Three pieces compose cleanly. The subquery resolves the boundary (the catalogue's MAX(price)), WHERE filters out everything at or above it, and COUNT(*) collapses the remaining rows to a single number — 62 products priced strictly below the maximum.

Clause by clause

  • FROM products is the source set: every row in the catalogue.
  • WHERE price < (SELECT MAX(price) FROM products) runs first. The subquery computes one number — the highest price in the table — and the outer comparison reads price < that_number for every row. Products at the maximum drop out. The strict < is what the prompt requires.
  • SELECT COUNT(*) AS cheaper_than_max then counts the rows the filter let through. COUNT(*) collapses the filtered set to a single number; the result row is { cheaper_than_max: 62 }.
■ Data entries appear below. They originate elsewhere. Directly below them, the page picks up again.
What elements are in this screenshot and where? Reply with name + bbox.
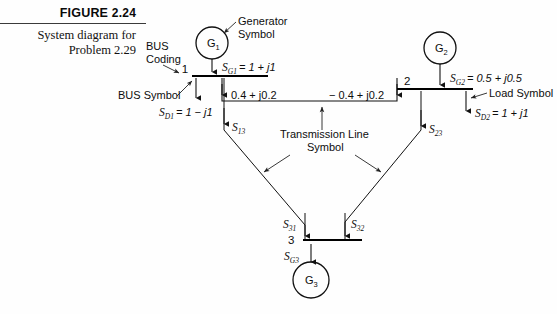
generator-2-group: G2 SG2= 0.5 + j0.5 xyxy=(424,32,523,87)
transmission-line-symbol-text-line-2: Symbol xyxy=(307,141,344,153)
transmission-line-symbol-leader-left xyxy=(264,155,290,172)
bus-coding-text-line-1: BUS xyxy=(146,40,169,52)
bus-coding-text-line-2: Coding xyxy=(146,53,181,65)
s-23-label: S23 xyxy=(429,123,443,138)
bus-coding-leader xyxy=(163,65,179,73)
line-1-3-path xyxy=(224,78,305,240)
flow-1-2-label: 0.4 + j0.2 xyxy=(231,89,277,101)
generator-symbol-leader xyxy=(224,22,236,33)
power-system-one-line-diagram: 1 G1 SG1= 1 + j1 SD1= 1 − j1 0.4 + j0.2 … xyxy=(0,0,557,314)
load-symbol-text: Load Symbol xyxy=(489,87,553,99)
transmission-line-2-3: S23 S32 xyxy=(345,91,443,240)
s-d2-label: SD2= 1 + j1 xyxy=(475,107,529,122)
s-13-label: S13 xyxy=(232,121,246,136)
annotation-generator-symbol: Generator Symbol xyxy=(224,15,288,40)
annotation-bus-symbol: BUS Symbol xyxy=(118,81,192,101)
s-32-label: S32 xyxy=(351,218,365,233)
s-g2-label: SG2= 0.5 + j0.5 xyxy=(450,72,523,87)
bus-1-number: 1 xyxy=(182,63,188,75)
annotation-load-symbol: Load Symbol xyxy=(471,87,553,99)
annotation-bus-coding: BUS Coding xyxy=(146,40,181,73)
s-d1-label: SD1= 1 − j1 xyxy=(159,106,213,121)
s-g3-label: SG3 xyxy=(284,250,299,265)
s-31-label: S31 xyxy=(283,218,296,233)
transmission-line-symbol-text-line-1: Transmission Line xyxy=(280,128,369,140)
bus-3-number: 3 xyxy=(288,234,294,246)
generator-2-label: G2 xyxy=(435,42,448,57)
figure-page: FIGURE 2.24 System diagram for Problem 2… xyxy=(0,0,557,314)
load-symbol-leader xyxy=(471,93,487,98)
flow-2-1-label: − 0.4 + j0.2 xyxy=(329,89,384,101)
transmission-line-1-3: S13 S31 xyxy=(224,78,305,240)
bus-2-number: 2 xyxy=(404,75,410,87)
generator-3-group: G3 SG3 xyxy=(284,244,329,298)
generator-symbol-text-line-2: Symbol xyxy=(238,28,275,40)
bus-3-group: 3 xyxy=(288,234,362,246)
transmission-line-1-2: 0.4 + j0.2 − 0.4 + j0.2 xyxy=(222,78,397,101)
generator-1-label: G1 xyxy=(207,37,220,52)
annotation-transmission-line-symbol: Transmission Line Symbol xyxy=(264,107,381,172)
s-g1-label: SG1= 1 + j1 xyxy=(222,61,276,76)
generator-symbol-text-line-1: Generator xyxy=(238,15,288,27)
bus-symbol-text: BUS Symbol xyxy=(118,89,180,101)
generator-3-label: G3 xyxy=(305,274,318,289)
transmission-line-symbol-leader-right xyxy=(355,155,381,172)
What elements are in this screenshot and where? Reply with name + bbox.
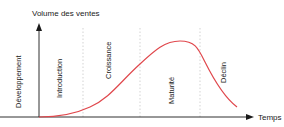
phase-label-croissance: Croissance bbox=[104, 41, 113, 79]
y-axis-label: Volume des ventes bbox=[32, 9, 100, 18]
phase-label-introduction: Introduction bbox=[55, 59, 64, 98]
product-life-cycle-diagram: Volume des ventes Temps Développement In… bbox=[0, 0, 284, 127]
x-axis-arrow-icon bbox=[246, 114, 254, 120]
phase-label-maturite: Maturité bbox=[167, 77, 176, 104]
sales-curve bbox=[39, 41, 237, 117]
y-axis-arrow-icon bbox=[36, 23, 42, 31]
phase-label-declin: Déclin bbox=[219, 62, 228, 83]
x-axis-label: Temps bbox=[258, 113, 282, 122]
phase-label-developpement: Développement bbox=[14, 55, 23, 108]
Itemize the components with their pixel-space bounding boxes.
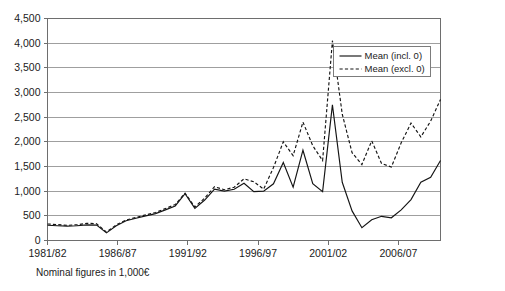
y-axis-tick-label: 2,500 <box>14 111 40 123</box>
x-axis-tick-label: 1986/87 <box>99 247 137 259</box>
x-axis-tick-label: 1996/97 <box>239 247 277 259</box>
y-axis-tick-label: 1,000 <box>14 185 40 197</box>
legend-label: Mean (incl. 0) <box>365 50 423 61</box>
x-axis-labels-group: 1981/821986/871991/921996/972001/022006/… <box>29 247 418 259</box>
line-chart: 05001,0001,5002,0002,5003,0003,5004,0004… <box>0 0 505 291</box>
y-axis-tick-label: 500 <box>23 209 41 221</box>
figure-caption: Nominal figures in 1,000€ <box>36 267 150 278</box>
y-axis-tick-label: 1,500 <box>14 160 40 172</box>
y-axis-tick-label: 3,000 <box>14 86 40 98</box>
chart-legend: Mean (incl. 0)Mean (excl. 0) <box>334 47 431 77</box>
y-axis-tick-label: 3,500 <box>14 61 40 73</box>
y-axis-tick-label: 0 <box>35 234 41 246</box>
y-axis-labels-group: 05001,0001,5002,0002,5003,0003,5004,0004… <box>14 12 40 246</box>
y-axis-tick-label: 4,000 <box>14 37 40 49</box>
y-tick-marks-group <box>44 19 48 241</box>
x-axis-tick-label: 2006/07 <box>379 247 417 259</box>
y-axis-tick-label: 4,500 <box>14 12 40 24</box>
x-axis-tick-label: 2001/02 <box>309 247 347 259</box>
x-axis-tick-label: 1981/82 <box>29 247 67 259</box>
x-axis-tick-label: 1991/92 <box>169 247 207 259</box>
series-line-mean-incl-zero <box>48 105 441 233</box>
y-axis-tick-label: 2,000 <box>14 135 40 147</box>
chart-figure: 05001,0001,5002,0002,5003,0003,5004,0004… <box>0 0 505 291</box>
x-tick-marks-group <box>48 241 399 246</box>
legend-label: Mean (excl. 0) <box>365 63 425 74</box>
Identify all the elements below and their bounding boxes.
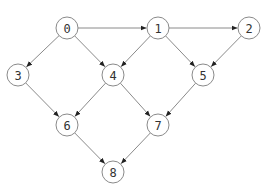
node-3[interactable]: 3	[7, 64, 29, 86]
edges-layer	[26, 28, 242, 164]
node-label: 1	[154, 22, 161, 36]
node-label: 5	[199, 69, 206, 83]
edge-4-to-6	[75, 83, 106, 116]
edge-0-to-4	[75, 36, 105, 67]
edge-7-to-8	[121, 133, 150, 164]
node-label: 0	[63, 22, 70, 36]
nodes-layer: 012345678	[7, 17, 260, 183]
node-7[interactable]: 7	[147, 114, 169, 136]
node-label: 6	[63, 119, 70, 133]
node-8[interactable]: 8	[102, 161, 124, 183]
node-4[interactable]: 4	[102, 64, 124, 86]
graph-canvas: 012345678	[0, 0, 267, 189]
node-6[interactable]: 6	[56, 114, 78, 136]
edge-5-to-7	[166, 83, 196, 116]
node-label: 7	[154, 119, 161, 133]
node-2[interactable]: 2	[238, 17, 260, 39]
edge-4-to-7	[120, 83, 150, 116]
edge-3-to-6	[26, 83, 59, 117]
edge-1-to-4	[121, 36, 150, 67]
edge-2-to-5	[211, 36, 241, 67]
node-label: 4	[109, 69, 116, 83]
node-label: 8	[109, 166, 116, 180]
edge-0-to-3	[26, 36, 59, 67]
node-5[interactable]: 5	[192, 64, 214, 86]
node-label: 3	[14, 69, 21, 83]
edge-6-to-8	[75, 133, 105, 164]
node-label: 2	[245, 22, 252, 36]
edge-1-to-5	[166, 36, 195, 67]
node-1[interactable]: 1	[147, 17, 169, 39]
node-0[interactable]: 0	[56, 17, 78, 39]
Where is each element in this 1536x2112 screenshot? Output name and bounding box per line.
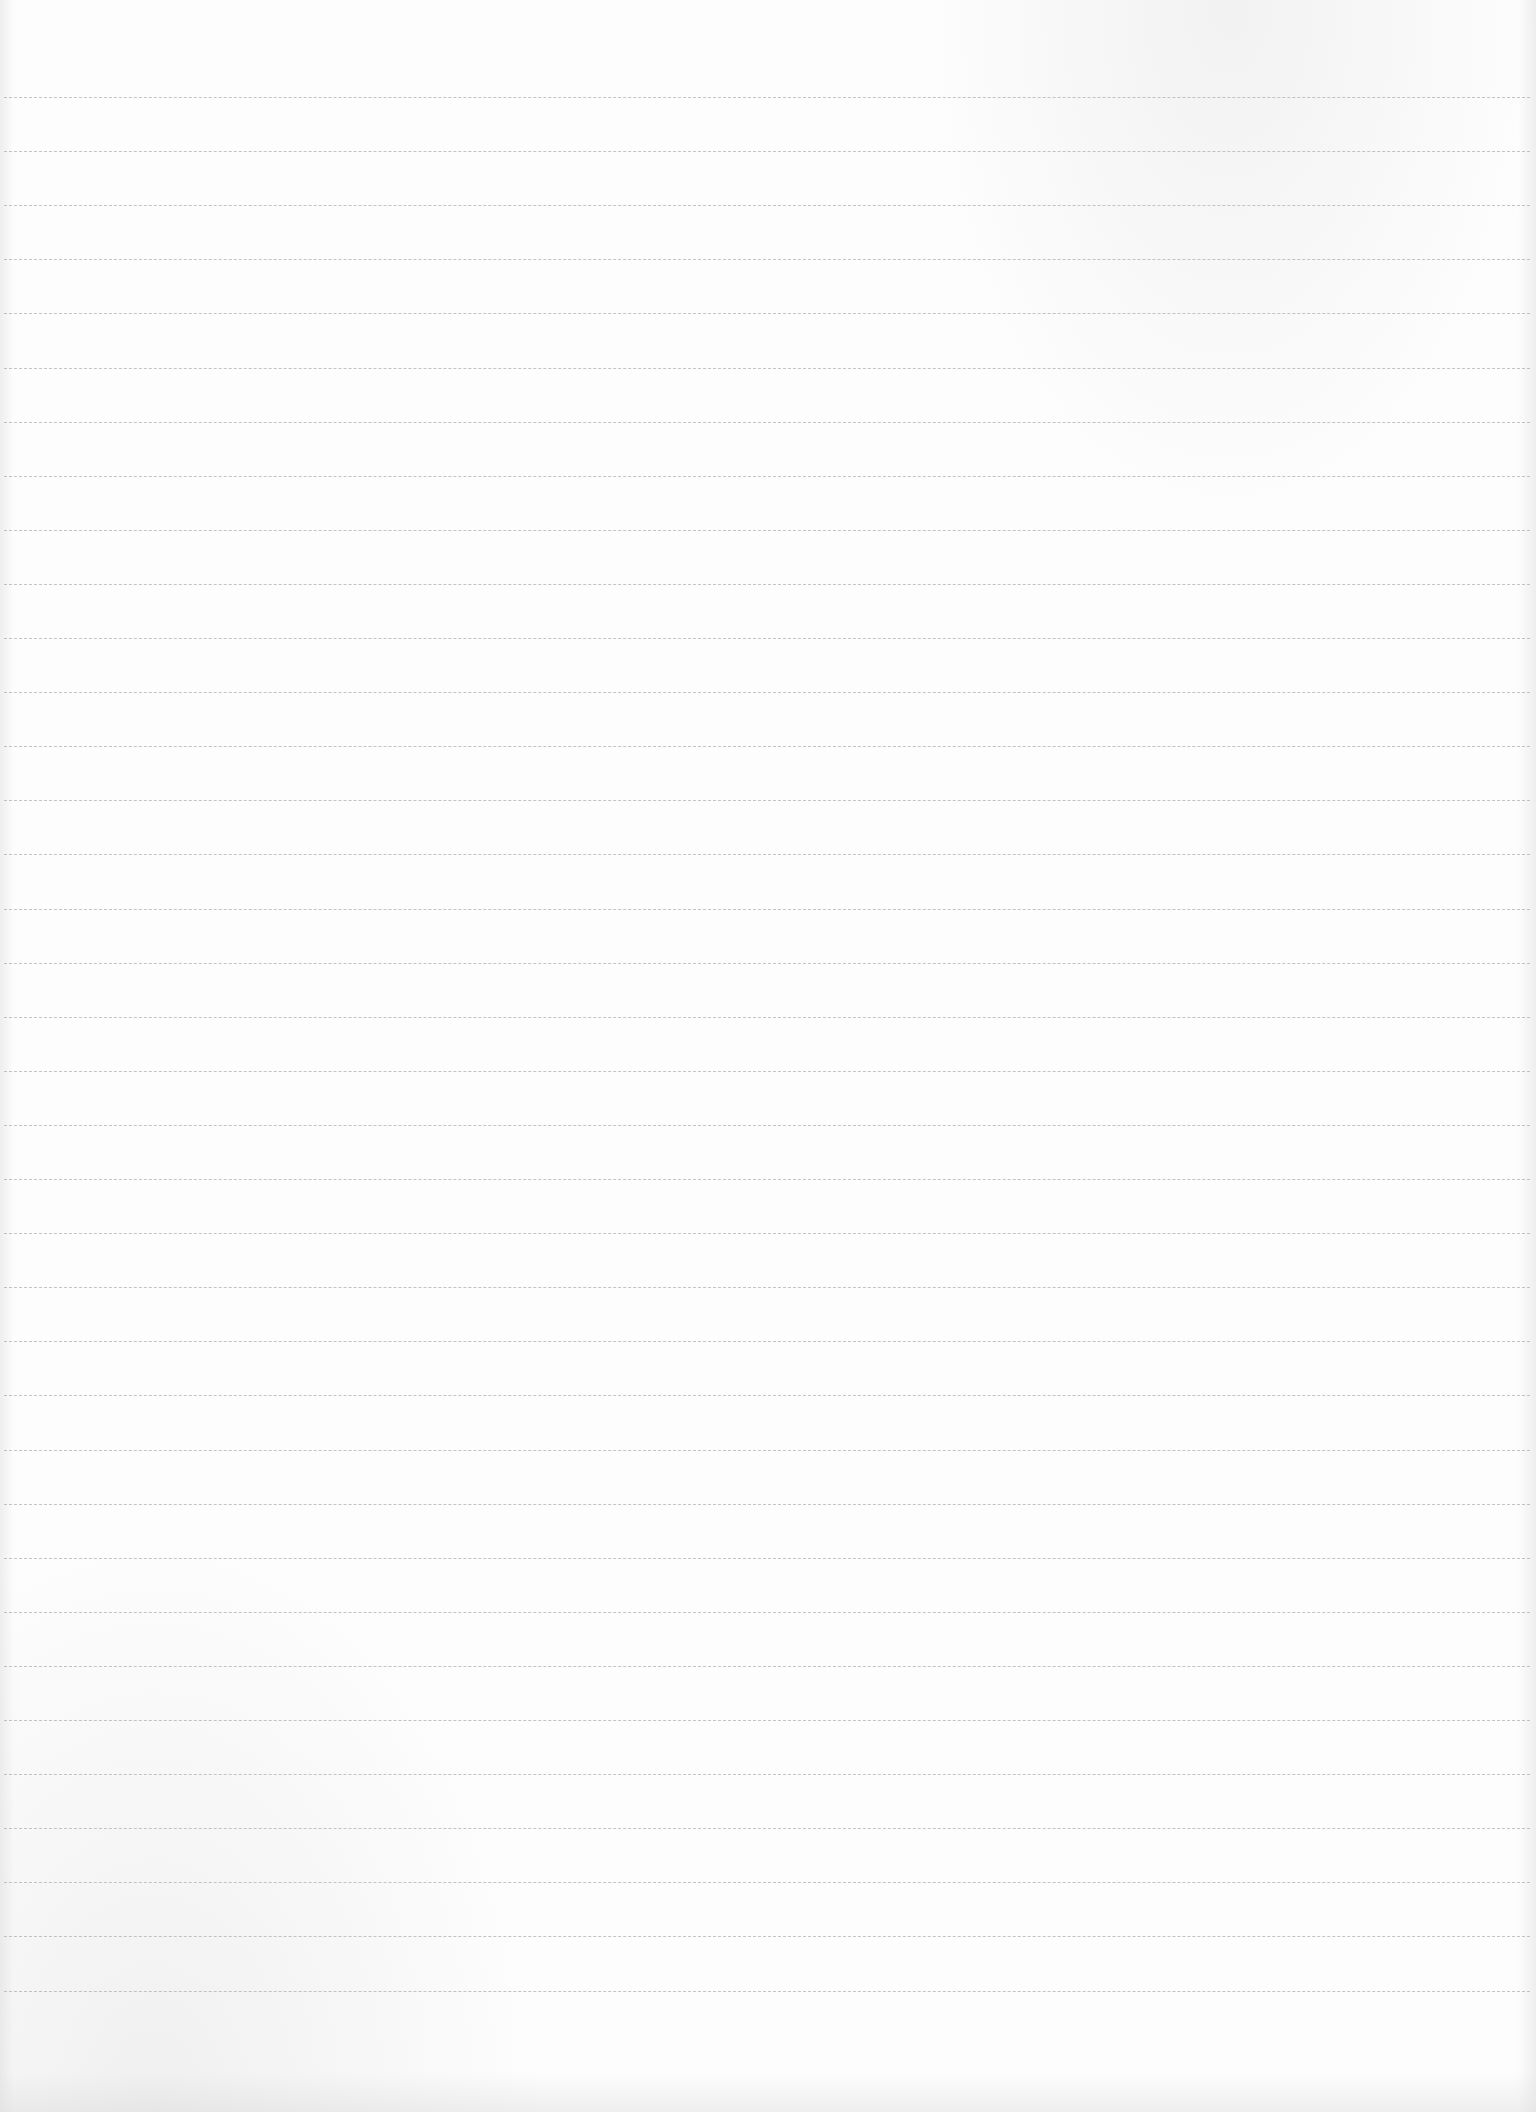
- ruled-line: [4, 746, 1530, 747]
- ruled-line: [4, 909, 1530, 910]
- ruled-line: [4, 151, 1530, 152]
- ruled-line: [4, 1991, 1530, 1992]
- ruled-line: [4, 854, 1530, 855]
- ruled-line: [4, 1558, 1530, 1559]
- ruled-line: [4, 1179, 1530, 1180]
- ruled-line: [4, 1071, 1530, 1072]
- ruled-line: [4, 1936, 1530, 1937]
- ruled-line: [4, 584, 1530, 585]
- ruled-line: [4, 422, 1530, 423]
- ruled-line: [4, 1828, 1530, 1829]
- ruled-line: [4, 1666, 1530, 1667]
- ruled-line: [4, 1882, 1530, 1883]
- ruled-line: [4, 1450, 1530, 1451]
- ruled-line: [4, 1233, 1530, 1234]
- ruled-line: [4, 638, 1530, 639]
- ruled-line: [4, 1612, 1530, 1613]
- ruled-line: [4, 1287, 1530, 1288]
- ruled-line: [4, 259, 1530, 260]
- ruled-line: [4, 97, 1530, 98]
- ruled-line: [4, 692, 1530, 693]
- ruled-line: [4, 205, 1530, 206]
- ruled-line: [4, 368, 1530, 369]
- ruled-line: [4, 1720, 1530, 1721]
- ruled-line: [4, 963, 1530, 964]
- ruled-line: [4, 1017, 1530, 1018]
- ruled-line: [4, 1774, 1530, 1775]
- ruled-line: [4, 530, 1530, 531]
- ruled-line: [4, 476, 1530, 477]
- ruled-line: [4, 313, 1530, 314]
- ruled-line: [4, 1504, 1530, 1505]
- lined-paper-sheet: [0, 0, 1536, 2112]
- ruled-line: [4, 1395, 1530, 1396]
- ruled-line: [4, 1341, 1530, 1342]
- ruled-line: [4, 800, 1530, 801]
- ruled-line: [4, 1125, 1530, 1126]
Why this and not subtracting from the row count

A learner might reach for (SELECT COUNT(*) FROM products) - (SELECT COUNT(*) FROM products WHERE price = (SELECT MAX(price) FROM products)) — total rows minus rows at the maximum. The arithmetic is correct, but it reads as a workaround. The direct shape says exactly what's being asked: count the rows below the max. The subquery resolves the boundary as a value, the comparison applies that boundary, and the aggregate counts the survivors.

The trap

Replacing < with <= changes the answer. The prompt asks for products priced below the maximum, which excludes the rows at the maximum itself. With <= the count climbs to include the maximum-priced row (or rows, when tied). Always check whether the boundary value belongs in or out of the filtered set — a one-character change flips the count.

You practiced wrapping a scalar-subquery threshold inside an aggregate (COUNT(*) ... WHERE ... < (SELECT MAX...)). Each part does one thing — the subquery resolves the boundary, WHERE filters, COUNT(*) aggregates — and they compose without ceremony.